THURSDAY, March 28, 2024 (HealthDay News) -- Patients with breast cancer that has started to spread to the lymph nodes can safely avoid extensive removal of the lymph nodes with tailored axillary treatment based on response to primary systemic therapy, according to a study presented at the annual European Breast Cancer Conference, held from March 20 to 22 in Milan.
Annemiek Van Hemert, from the Netherlands Cancer Institute in Amsterdam, and colleagues examined oncological outcomes in 218 patients with pathologically proven node-positive breast cancer and more than three suspicious axillary lymph nodes who were treated according to the Marking Axillary lymph nodes with Radioactive Iodine seeds (MARI) protocol. The MARI node was excised following primary systemic therapy to tailor axillary treatment.
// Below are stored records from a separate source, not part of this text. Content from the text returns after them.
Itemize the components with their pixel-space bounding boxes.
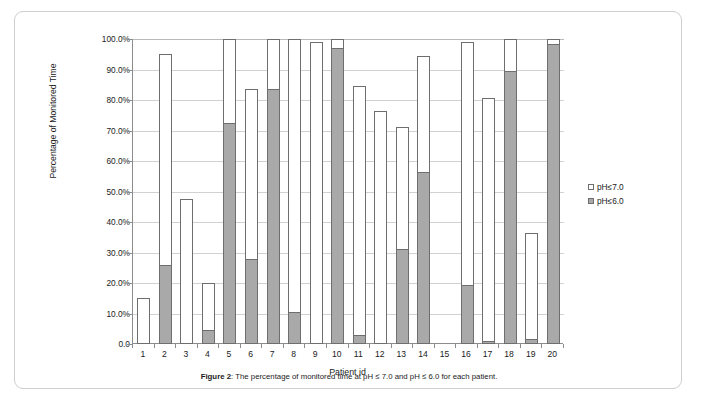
y-tick-label: 30.0%: [50, 249, 130, 257]
bar-ph6: [267, 89, 280, 344]
x-tick-mark: [218, 344, 219, 348]
figure-caption: Figure 2: The percentage of monitored ti…: [15, 372, 683, 381]
bar-group: [267, 39, 280, 344]
bar-group: [439, 39, 452, 344]
bar-group: [331, 39, 344, 344]
bar-chart: Percentage of Monitored Time 0.010.0%20.…: [15, 12, 683, 390]
chart-legend: pH≤7.0 pH≤6.0: [588, 180, 624, 208]
plot-area: [132, 39, 563, 344]
x-tick-mark: [369, 344, 370, 348]
bar-group: [396, 39, 409, 344]
x-tick-label: 20: [539, 349, 565, 359]
bar-ph7: [525, 233, 538, 344]
x-tick-mark: [412, 344, 413, 348]
x-tick-mark: [326, 344, 327, 348]
bar-ph6: [331, 48, 344, 344]
bar-ph6: [396, 249, 409, 344]
bar-group: [288, 39, 301, 344]
legend-swatch-ph7-icon: [588, 184, 594, 190]
y-tick-label: 90.0%: [50, 66, 130, 74]
y-tick-label: 40.0%: [50, 218, 130, 226]
bar-ph7: [374, 111, 387, 344]
x-tick-mark: [175, 344, 176, 348]
x-tick-mark: [348, 344, 349, 348]
bar-ph7: [482, 98, 495, 344]
caption-text: The percentage of monitored time at pH ≤…: [235, 372, 497, 381]
y-tick-label: 80.0%: [50, 96, 130, 104]
bar-group: [137, 39, 150, 344]
x-tick-mark: [563, 344, 564, 348]
legend-label-ph7: pH≤7.0: [597, 182, 624, 192]
bar-group: [180, 39, 193, 344]
y-tick-label: 10.0%: [50, 310, 130, 318]
bar-group: [159, 39, 172, 344]
bar-group: [417, 39, 430, 344]
bar-ph6: [159, 265, 172, 344]
bar-group: [374, 39, 387, 344]
y-tick-label: 60.0%: [50, 157, 130, 165]
x-tick-mark: [240, 344, 241, 348]
x-tick-mark: [261, 344, 262, 348]
x-tick-mark: [498, 344, 499, 348]
x-tick-mark: [304, 344, 305, 348]
bar-ph6: [417, 172, 430, 344]
bar-ph6: [353, 335, 366, 344]
caption-label: Figure 2: [201, 372, 231, 381]
y-tick-label: 50.0%: [50, 188, 130, 196]
bar-ph7: [288, 39, 301, 344]
bar-group: [202, 39, 215, 344]
bar-ph6: [504, 71, 517, 344]
x-tick-mark: [455, 344, 456, 348]
bar-ph6: [245, 259, 258, 344]
x-tick-mark: [132, 344, 133, 348]
x-tick-mark: [391, 344, 392, 348]
x-tick-mark: [434, 344, 435, 348]
bar-ph7: [137, 298, 150, 344]
figure-page: Percentage of Monitored Time 0.010.0%20.…: [14, 11, 682, 389]
bar-ph6: [547, 44, 560, 344]
bar-group: [310, 39, 323, 344]
bar-group: [504, 39, 517, 344]
x-tick-mark: [520, 344, 521, 348]
bar-ph7: [180, 199, 193, 344]
legend-swatch-ph6-icon: [588, 198, 594, 204]
x-tick-mark: [154, 344, 155, 348]
x-tick-mark: [541, 344, 542, 348]
bar-ph6: [202, 330, 215, 344]
bar-group: [547, 39, 560, 344]
y-tick-label: 0.0: [50, 340, 130, 348]
bar-ph6: [288, 312, 301, 344]
bar-ph6: [223, 123, 236, 344]
legend-item-ph6: pH≤6.0: [588, 194, 624, 208]
bar-group: [223, 39, 236, 344]
x-tick-mark: [477, 344, 478, 348]
bar-group: [482, 39, 495, 344]
bar-group: [245, 39, 258, 344]
x-tick-mark: [283, 344, 284, 348]
bar-ph6: [461, 285, 474, 344]
legend-item-ph7: pH≤7.0: [588, 180, 624, 194]
bar-ph7: [353, 86, 366, 344]
bar-series-container: [133, 39, 564, 344]
bar-group: [461, 39, 474, 344]
bar-ph7: [310, 42, 323, 344]
x-tick-mark: [197, 344, 198, 348]
bar-group: [525, 39, 538, 344]
y-tick-label: 100.0%: [50, 35, 130, 43]
bar-ph6: [525, 339, 538, 344]
legend-label-ph6: pH≤6.0: [597, 196, 624, 206]
bar-group: [353, 39, 366, 344]
y-tick-label: 20.0%: [50, 279, 130, 287]
y-tick-label: 70.0%: [50, 127, 130, 135]
bar-ph6: [482, 341, 495, 344]
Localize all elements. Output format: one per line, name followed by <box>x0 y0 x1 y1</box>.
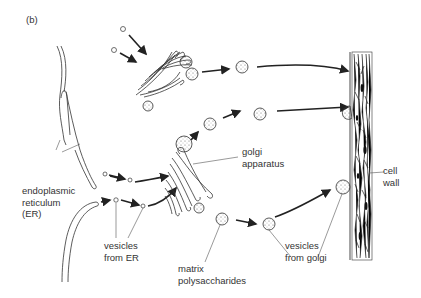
cell-wall-icon <box>350 52 372 260</box>
leader-lines <box>116 157 384 262</box>
golgi-upper-vesicles <box>143 56 248 111</box>
golgi-lower-icon <box>165 147 213 215</box>
panel-label: (b) <box>26 14 38 26</box>
flow-arrows <box>101 35 348 224</box>
diagram-canvas: (b) endoplasmicreticulum(ER) golgiappara… <box>0 0 421 298</box>
diagram-svg <box>0 0 421 298</box>
vesicles-golgi-label: vesiclesfrom golgi <box>285 240 327 263</box>
vesicles-er-label: vesiclesfrom ER <box>104 240 139 263</box>
golgi-label: golgiapparatus <box>242 146 284 169</box>
er-upper-icon <box>57 46 96 189</box>
matrix-label: matrixpolysaccharides <box>178 263 246 286</box>
cell-wall-label: cellwall <box>383 165 399 188</box>
er-label: endoplasmicreticulum(ER) <box>22 185 75 220</box>
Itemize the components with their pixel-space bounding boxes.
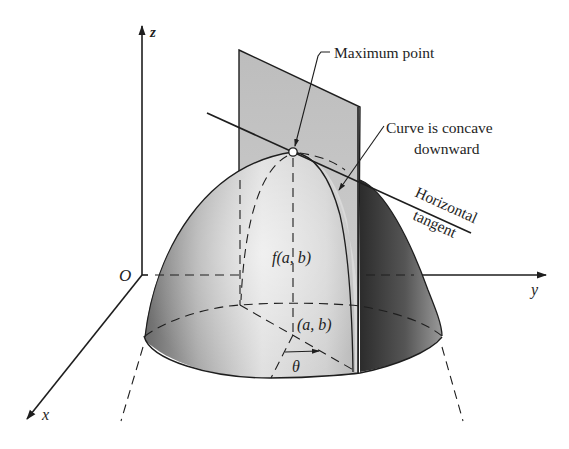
z-axis-label: z <box>149 24 156 40</box>
concave-label-line1: Curve is concave <box>386 119 493 136</box>
function-value-label: f(a, b) <box>272 249 311 267</box>
x-axis-label: x <box>41 406 49 423</box>
base-point-label: (a, b) <box>297 316 332 334</box>
maximum-point-label: Maximum point <box>334 44 435 61</box>
origin-label: O <box>119 266 131 285</box>
surface-dark-side <box>360 180 442 372</box>
y-axis-label: y <box>529 281 539 299</box>
concave-label-line2: downward <box>414 140 480 157</box>
x-axis <box>27 275 142 419</box>
theta-label: θ <box>292 358 300 375</box>
surface-diagram: z x y O Maximum point Curve is concave d… <box>0 0 569 449</box>
maximum-point-marker <box>289 148 297 156</box>
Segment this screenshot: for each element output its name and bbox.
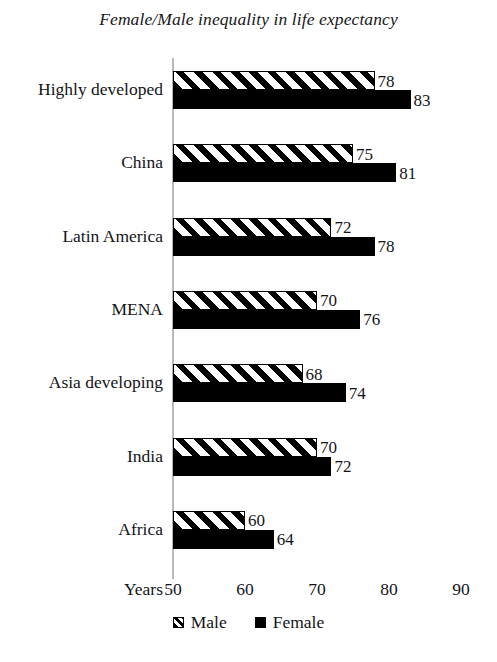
male-bar[interactable] [173,144,353,163]
legend-item[interactable]: Male [173,614,227,632]
male-bar-row: 70 [173,291,317,310]
filled-square-icon [255,617,266,628]
bar-group: India7072 [0,436,497,478]
legend-label: Female [273,614,325,632]
chart-legend: MaleFemale [0,614,497,632]
x-tick-label: 90 [452,581,470,599]
x-tick-label: 60 [236,581,254,599]
male-bar[interactable] [173,438,317,457]
bar-group: Highly developed7883 [0,69,497,111]
male-bar-row: 68 [173,364,303,383]
female-bar-row: 83 [173,90,411,109]
legend-item[interactable]: Female [255,614,325,632]
female-bar-value: 78 [378,238,395,255]
x-tick-label: 70 [308,581,326,599]
category-label: China [121,155,163,173]
male-bar-row: 70 [173,438,317,457]
x-axis: Years 5060708090 [0,581,497,607]
x-tick-label: 50 [164,581,182,599]
category-label: Asia developing [49,374,163,392]
male-bar-row: 60 [173,511,245,530]
female-bar-row: 81 [173,163,396,182]
female-bar[interactable] [173,383,346,402]
x-axis-title: Years [124,581,163,599]
male-bar-row: 75 [173,144,353,163]
bar-group: Asia developing6874 [0,362,497,404]
bar-group: Latin America7278 [0,216,497,258]
category-label: Africa [118,521,163,539]
male-bar-value: 70 [320,439,337,456]
female-bar-row: 78 [173,237,375,256]
female-bar[interactable] [173,310,360,329]
chart-container: Female/Male inequality in life expectanc… [0,0,497,662]
x-tick-label: 80 [380,581,398,599]
male-bar-row: 78 [173,71,375,90]
female-bar-row: 76 [173,310,360,329]
female-bar-value: 72 [334,458,351,475]
male-bar[interactable] [173,364,303,383]
female-bar-value: 64 [277,531,294,548]
category-label: Latin America [62,228,163,246]
female-bar-row: 64 [173,530,274,549]
female-bar-value: 83 [414,91,431,108]
male-bar-value: 60 [248,512,265,529]
category-label: Highly developed [38,81,163,99]
male-bar-value: 72 [334,219,351,236]
female-bar[interactable] [173,163,396,182]
female-bar-row: 72 [173,457,331,476]
female-bar[interactable] [173,90,411,109]
category-label: MENA [111,301,163,319]
bar-group: Africa6064 [0,509,497,551]
male-bar-row: 72 [173,218,331,237]
female-bar[interactable] [173,457,331,476]
plot-area: Highly developed7883China7581Latin Ameri… [0,0,497,662]
male-bar[interactable] [173,218,331,237]
male-bar-value: 70 [320,292,337,309]
male-bar-value: 78 [378,72,395,89]
female-bar[interactable] [173,530,274,549]
female-bar-value: 76 [363,311,380,328]
category-label: India [127,448,163,466]
male-bar[interactable] [173,511,245,530]
male-bar-value: 68 [306,365,323,382]
bar-group: MENA7076 [0,289,497,331]
male-bar-value: 75 [356,145,373,162]
female-bar-value: 81 [399,164,416,181]
legend-label: Male [191,614,227,632]
female-bar-row: 74 [173,383,346,402]
male-bar[interactable] [173,291,317,310]
male-bar[interactable] [173,71,375,90]
hatched-square-icon [173,617,184,628]
bar-group: China7581 [0,142,497,184]
female-bar[interactable] [173,237,375,256]
female-bar-value: 74 [349,384,366,401]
The researchers found that 47 percent of patients had a pathologic complete response of the MARI node and were treated with radiotherapy alone, while 53 percent of patients had residual disease of the MARI node and underwent axillary lymph node dissection plus radiotherapy. The MARI procedure had a false-negative rate of 7 percent. After a median 44 months, the axillary recurrence rate was 2.9 percent in the 103 patients who received radiation alone with no further lymph node removal. Among the 115 patients who required further lymph node removal, the axillary recurrence rate was 3.5 percent, with an overall survival rate of 90 percent and a disease-free survival rate of 82 percent.
"If we are able to predict the response based on the removal of only one lymph node, it means we can safely avoid extensive removal of the lymph nodes if no living tumor cells are left," Van Hemert said in a statement. "This will avoid serious complications, such as painful swelling in the arm, known as lymphoedema."